Southeast Peninsula
"The road ends where the land ends. That's either a flaw or the entire point."
The Southeast Peninsula is reached via a road that begins with good intentions at the end of the main ring road and then slowly narrows and empties as it moves south, the traffic thinning, the vegetation on either side becoming drier and more windswept, the angle of the ridgeline above steepening. I drove it on a rented scooter because the freedom of a scooter on an empty road is one of the reliable pleasures of island travel, and because the buses do not come this way often enough to rely on.
The peninsula is essentially a series of connected hills with a narrow neck of land running between the Caribbean and the Atlantic. On the Caribbean side: calm water, pale sand, the kind of beaches that appear in travel photographs not because they have been groomed but because the light on protected turquoise water at this latitude is genuinely that color. South Friars Bay, Major’s Bay, Sand Bank Bay — each distinct, each largely empty outside of weekends when Kittitians come down with coolers and speakers and children. I preferred a weekday.

The salt ponds are the strangest part. Several large inland ponds sit between the road and the hills, and in certain lights — late afternoon particularly — the water turns a pale pink from the halophilic bacteria that colonize highly saline water. Greater flamingos occasionally visit, though I did not see any on my day there. What I did see were vervet monkeys: dozens of them, completely at ease along the roadside, sitting in small groups, picking through the scrub, watching cars with the expression of creatures that have long since decided humans are neither threatening nor useful.
On the Atlantic side, the coast is rougher — waves from the open ocean, strong currents, black rocks taking the full force of the sea. White House Bay has a snorkeling reef just offshore that I found excellent: visibility thirty meters or more, the coral in reasonable health, sergeant majors and blue tangs and a barracuda that tracked me for a few minutes with what felt like real curiosity.

The road ends where the land ends, at the southernmost tip. A small beach, the water very blue, and the sense of having arrived at the edge of something. Saint Eustatius is to the north, Nevis to the south, and beyond Nevis nothing until South America.
When to go: Year-round, but December through April for the best snorkeling visibility and the least chance of afternoon squalls. Weekdays for solitude. Bring everything you need — there are no services on the peninsula. Start early if you are on a scooter; afternoon crosswinds on the exposed sections can be strong.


__WORK ITEM__
For every line in the entries that contains "kernel", show the whole line.
# # #
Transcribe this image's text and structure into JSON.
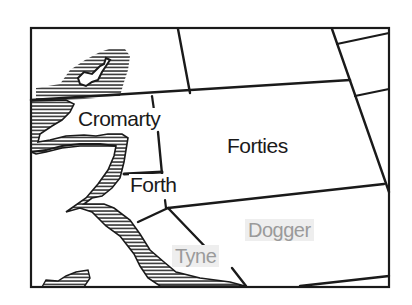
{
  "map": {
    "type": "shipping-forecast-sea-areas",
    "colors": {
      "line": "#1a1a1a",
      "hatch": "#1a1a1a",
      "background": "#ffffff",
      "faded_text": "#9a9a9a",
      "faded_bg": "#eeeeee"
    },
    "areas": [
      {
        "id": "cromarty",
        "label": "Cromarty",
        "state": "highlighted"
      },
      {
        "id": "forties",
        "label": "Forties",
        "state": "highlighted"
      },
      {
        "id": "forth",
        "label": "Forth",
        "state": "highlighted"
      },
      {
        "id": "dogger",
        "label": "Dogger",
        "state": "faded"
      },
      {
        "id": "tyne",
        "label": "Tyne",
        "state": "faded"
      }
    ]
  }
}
# # #
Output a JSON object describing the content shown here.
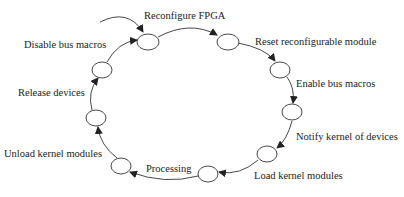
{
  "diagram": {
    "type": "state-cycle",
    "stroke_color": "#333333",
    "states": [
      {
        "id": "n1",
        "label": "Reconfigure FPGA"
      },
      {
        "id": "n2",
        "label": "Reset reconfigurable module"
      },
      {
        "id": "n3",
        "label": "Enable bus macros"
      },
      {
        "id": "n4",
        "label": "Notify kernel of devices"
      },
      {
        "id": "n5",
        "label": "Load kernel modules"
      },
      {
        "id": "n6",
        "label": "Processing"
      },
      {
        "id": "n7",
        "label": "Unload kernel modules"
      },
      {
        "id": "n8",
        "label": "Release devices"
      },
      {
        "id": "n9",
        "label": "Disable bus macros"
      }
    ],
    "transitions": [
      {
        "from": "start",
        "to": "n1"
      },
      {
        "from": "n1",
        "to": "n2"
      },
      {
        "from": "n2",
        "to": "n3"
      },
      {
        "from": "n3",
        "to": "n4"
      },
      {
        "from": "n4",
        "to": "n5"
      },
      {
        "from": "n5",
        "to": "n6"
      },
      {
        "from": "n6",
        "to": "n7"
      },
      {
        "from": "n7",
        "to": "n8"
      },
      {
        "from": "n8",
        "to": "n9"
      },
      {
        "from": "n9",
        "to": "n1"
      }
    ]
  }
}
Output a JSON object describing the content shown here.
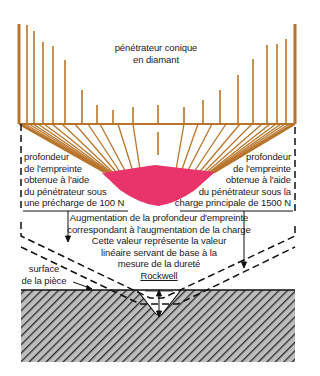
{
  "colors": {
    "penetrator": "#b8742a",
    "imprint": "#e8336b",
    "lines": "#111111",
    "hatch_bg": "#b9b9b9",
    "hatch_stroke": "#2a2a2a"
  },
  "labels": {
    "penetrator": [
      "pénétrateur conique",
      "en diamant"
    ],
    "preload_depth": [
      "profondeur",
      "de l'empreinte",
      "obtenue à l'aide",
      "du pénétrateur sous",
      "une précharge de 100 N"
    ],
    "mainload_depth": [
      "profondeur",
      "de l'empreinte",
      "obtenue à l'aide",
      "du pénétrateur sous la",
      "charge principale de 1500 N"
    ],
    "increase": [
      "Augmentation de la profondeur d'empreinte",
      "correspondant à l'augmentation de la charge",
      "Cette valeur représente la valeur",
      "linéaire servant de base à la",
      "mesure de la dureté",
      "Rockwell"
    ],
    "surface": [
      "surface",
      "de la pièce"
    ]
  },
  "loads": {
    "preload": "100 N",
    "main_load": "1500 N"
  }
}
# # #
__REPLY__
        "label": "Notify kernel of devices"
        "label": "Load kernel modules"
        "label": "Unload kernel modules"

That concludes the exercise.